The footpath was partially overgrown. As they pushed through the thick growth they were brushed by rain soaked shrubbery and low tree branches. The rain soaked undergrowth wetted them and Jeffery started to worry about what Mrs. Burnett might say when he got home. As the going got rougher the kitten jumped around in the box and started to meow plaintively.
"How much further?" Jeffery wanted to know.
"Not much." Arthur cut away from the footpath and turned toward the house.
Off to the right the wall surrounding the manor had collapsed and Jeffery saw a wooded area beyond. "Why don't they have that repaired?" he asked.
"I don't think the Colonel can afford it. He's got this big house, but the servants say he's almost broke. He gets paid to have us evacuees here. That helps. They say he'll have to sell after the war. At one time he owned the woods on the other side of the wall. They got sold."
"Well what about his wife and children?"
"Lady Bartelby died a few years before the war. From new-monia. That's what Betsy said. She's the kitchen maid.
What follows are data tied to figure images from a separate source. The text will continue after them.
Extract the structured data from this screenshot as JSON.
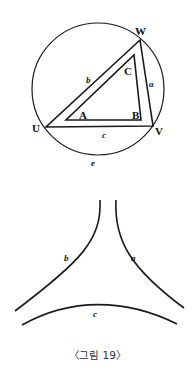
{
  "figure": {
    "caption": "〈그림 19〉",
    "top_diagram": {
      "description": "Circle with inscribed triangle UVW and inner triangle ABC",
      "vertex_labels": {
        "U": "U",
        "V": "V",
        "W": "W",
        "A": "A",
        "B": "B",
        "C": "C"
      },
      "side_labels": {
        "a": "a",
        "b": "b",
        "c": "c",
        "e": "e"
      }
    },
    "bottom_diagram": {
      "description": "Three concave curves forming a hyperbolic triangle",
      "curve_labels": {
        "a": "a",
        "b": "b",
        "c": "c"
      }
    },
    "colors": {
      "ink": "#1a1a1a",
      "background": "#ffffff"
    }
  }
}
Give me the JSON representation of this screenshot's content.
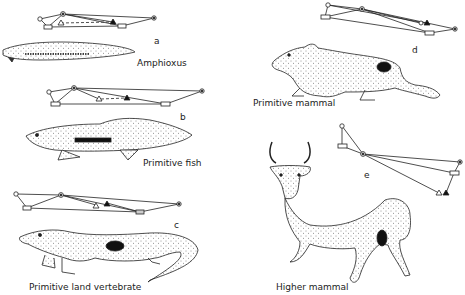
{
  "figure": {
    "panels": [
      {
        "id": "a",
        "letter": "a",
        "caption": "Amphioxus"
      },
      {
        "id": "b",
        "letter": "b",
        "caption": "Primitive fish"
      },
      {
        "id": "c",
        "letter": "c",
        "caption": "Primitive land vertebrate"
      },
      {
        "id": "d",
        "letter": "d",
        "caption": "Primitive mammal"
      },
      {
        "id": "e",
        "letter": "e",
        "caption": "Higher mammal"
      }
    ],
    "node_symbols": [
      "open-circle",
      "dotted-circle",
      "open-rectangle",
      "open-triangle",
      "filled-triangle"
    ],
    "colors": {
      "ink": "#222222",
      "fill_dark": "#111111",
      "body_fill": "#f4f4f4"
    }
  }
}
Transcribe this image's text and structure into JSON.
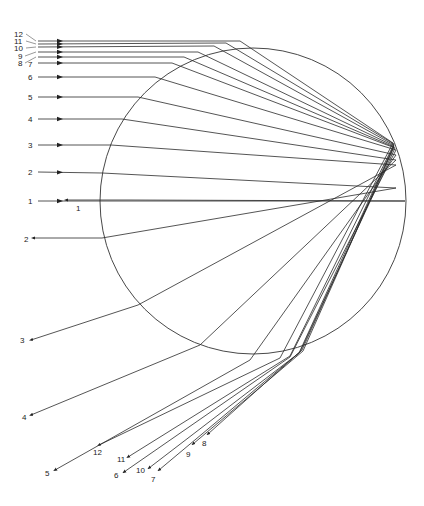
{
  "diagram": {
    "type": "ray-tracing",
    "colors": {
      "line": "#2a2a2a",
      "background": "#ffffff",
      "text": "#222222"
    },
    "drop": {
      "cx": 253,
      "cy": 201,
      "r": 153
    },
    "incoming_rays": [
      {
        "label": "1",
        "lx": 28,
        "ly": 201,
        "y": 201,
        "path": [
          [
            38,
            201
          ],
          [
            405,
            201
          ]
        ]
      },
      {
        "label": "2",
        "lx": 28,
        "ly": 172,
        "y": 172,
        "path": [
          [
            38,
            172
          ],
          [
            102,
            173
          ],
          [
            396,
            188
          ]
        ]
      },
      {
        "label": "3",
        "lx": 28,
        "ly": 145,
        "y": 145,
        "path": [
          [
            38,
            145
          ],
          [
            111,
            145
          ],
          [
            396,
            165
          ]
        ]
      },
      {
        "label": "4",
        "lx": 28,
        "ly": 119,
        "y": 119,
        "path": [
          [
            38,
            119
          ],
          [
            122,
            119
          ],
          [
            396,
            160
          ]
        ]
      },
      {
        "label": "5",
        "lx": 28,
        "ly": 97,
        "y": 97,
        "path": [
          [
            38,
            97
          ],
          [
            138,
            97
          ],
          [
            396,
            155
          ]
        ]
      },
      {
        "label": "6",
        "lx": 28,
        "ly": 77,
        "y": 77,
        "path": [
          [
            38,
            77
          ],
          [
            155,
            77
          ],
          [
            396,
            150
          ]
        ]
      },
      {
        "label": "7",
        "lx": 28,
        "ly": 64,
        "y": 64,
        "path": [
          [
            38,
            63
          ],
          [
            172,
            63
          ],
          [
            395,
            148
          ]
        ]
      },
      {
        "label": "8",
        "lx": 18,
        "ly": 63,
        "y": 57,
        "path": [
          [
            38,
            57
          ],
          [
            184,
            57
          ],
          [
            394,
            147
          ]
        ]
      },
      {
        "label": "9",
        "lx": 18,
        "ly": 56,
        "y": 52,
        "path": [
          [
            38,
            52
          ],
          [
            198,
            52
          ],
          [
            394,
            146
          ]
        ]
      },
      {
        "label": "10",
        "lx": 14,
        "ly": 48,
        "y": 47,
        "path": [
          [
            38,
            47
          ],
          [
            214,
            46
          ],
          [
            394,
            145
          ]
        ]
      },
      {
        "label": "11",
        "lx": 14,
        "ly": 41,
        "y": 44,
        "path": [
          [
            38,
            44
          ],
          [
            226,
            43
          ],
          [
            394,
            144
          ]
        ]
      },
      {
        "label": "12",
        "lx": 14,
        "ly": 34,
        "y": 41,
        "path": [
          [
            38,
            41
          ],
          [
            240,
            41
          ],
          [
            393,
            143
          ]
        ]
      }
    ],
    "internal_reflections": [
      {
        "label": "1",
        "path": [
          [
            405,
            201
          ],
          [
            130,
            200
          ]
        ]
      },
      {
        "label": "2",
        "path": [
          [
            396,
            188
          ],
          [
            102,
            238
          ]
        ]
      },
      {
        "label": "3",
        "path": [
          [
            396,
            165
          ],
          [
            138,
            305
          ]
        ]
      },
      {
        "label": "4",
        "path": [
          [
            396,
            160
          ],
          [
            200,
            345
          ]
        ]
      },
      {
        "label": "5",
        "path": [
          [
            396,
            155
          ],
          [
            250,
            360
          ]
        ]
      },
      {
        "label": "6",
        "path": [
          [
            396,
            150
          ],
          [
            290,
            357
          ]
        ]
      },
      {
        "label": "7",
        "path": [
          [
            395,
            148
          ],
          [
            300,
            352
          ]
        ]
      },
      {
        "label": "8",
        "path": [
          [
            394,
            147
          ],
          [
            302,
            350
          ]
        ]
      },
      {
        "label": "9",
        "path": [
          [
            394,
            146
          ],
          [
            303,
            351
          ]
        ]
      },
      {
        "label": "10",
        "path": [
          [
            394,
            145
          ],
          [
            299,
            353
          ]
        ]
      },
      {
        "label": "11",
        "path": [
          [
            394,
            144
          ],
          [
            290,
            356
          ]
        ]
      },
      {
        "label": "12",
        "path": [
          [
            393,
            143
          ],
          [
            280,
            358
          ]
        ]
      }
    ],
    "outgoing_rays": [
      {
        "label": "1",
        "lx": 76,
        "ly": 211,
        "path": [
          [
            130,
            200
          ],
          [
            66,
            200
          ]
        ]
      },
      {
        "label": "2",
        "lx": 24,
        "ly": 242,
        "path": [
          [
            102,
            238
          ],
          [
            33,
            238
          ]
        ]
      },
      {
        "label": "3",
        "lx": 20,
        "ly": 343,
        "path": [
          [
            138,
            305
          ],
          [
            31,
            340
          ]
        ]
      },
      {
        "label": "4",
        "lx": 22,
        "ly": 420,
        "path": [
          [
            200,
            345
          ],
          [
            31,
            415
          ]
        ]
      },
      {
        "label": "5",
        "lx": 45,
        "ly": 476,
        "path": [
          [
            250,
            360
          ],
          [
            55,
            470
          ]
        ]
      },
      {
        "label": "6",
        "lx": 114,
        "ly": 478,
        "path": [
          [
            290,
            357
          ],
          [
            124,
            472
          ]
        ]
      },
      {
        "label": "7",
        "lx": 151,
        "ly": 482,
        "path": [
          [
            300,
            352
          ],
          [
            159,
            470
          ]
        ]
      },
      {
        "label": "8",
        "lx": 202,
        "ly": 446,
        "path": [
          [
            302,
            350
          ],
          [
            208,
            434
          ]
        ]
      },
      {
        "label": "9",
        "lx": 186,
        "ly": 457,
        "path": [
          [
            303,
            351
          ],
          [
            193,
            444
          ]
        ]
      },
      {
        "label": "10",
        "lx": 136,
        "ly": 473,
        "path": [
          [
            299,
            353
          ],
          [
            149,
            468
          ]
        ]
      },
      {
        "label": "11",
        "lx": 117,
        "ly": 462,
        "path": [
          [
            290,
            356
          ],
          [
            128,
            457
          ]
        ]
      },
      {
        "label": "12",
        "lx": 93,
        "ly": 455,
        "path": [
          [
            280,
            358
          ],
          [
            99,
            445
          ]
        ]
      }
    ]
  }
}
We watch out for Betsy, she's not very nice and she don't like the evacuees."
"Why not?"
Arthur stopped and shrugged. "Search me."
They were walking over short grass in full view of the house. Jeffery glanced over and saw a young female face at the window. "Somebody's watching us."
"That'll be Betsy. She spies on everybody. I told you, not nice. She won't tell, though, not unless there's something in it for her. I bet right now she's wondering what we've got in the box. We've got to fool her and find a place for the kitten to sleep so we can take the box out with us."